Reminds me of the typical story of someone with a complete damage protection plan and a flaky device. Take it in for repairs, passes all the tests, but they know it's funky, so snap it in half or otherwise completely wreck it right in front of the tech and demand that repair.
Usually teams would consider a machine "bad" if that node in the cluster had elevated errors compared to the rest of the cluster they were running. Unfortunately this doesn't tell hardware teams what actually went wrong.

If one could show that the CPU said 2+2=9, I'm sure they would yank it out right away, but "it returns 500 errors a lot" isn't very debugable. The only thing they can do is run the diag and return it to service if nothing comes up.

Well that's one of the reasons this is difficult to handle as an organization.

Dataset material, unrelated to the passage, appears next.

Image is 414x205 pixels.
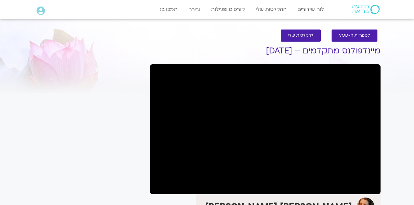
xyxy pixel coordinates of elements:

The novice says "the machine is broken" and is mistaken. But the expert says the same thing, and is correct. Same with compiler bugs: novices believe the compiler is full of bugs, journeymen believe the compiler is infallible, but the wise return to the knowledge that the compiler is full of bugs. Maybe that company just needs "bad machine readability" or something.

And your last statement is definitely not true. I can recall multiple instances of demonstrable logic errors in which the machine repeatedly returned to service. This includes all of the machines of a certain generation of a certain vendor's CPUs that were found to have latent ALU bugs, 8 years after going into service.

> When the machine has 2x the number of segfaults of any other machine in the fleet, you send it for repairs

At that scale, it's quite likely sent to repair automatically and whoever's on call just gets a notification.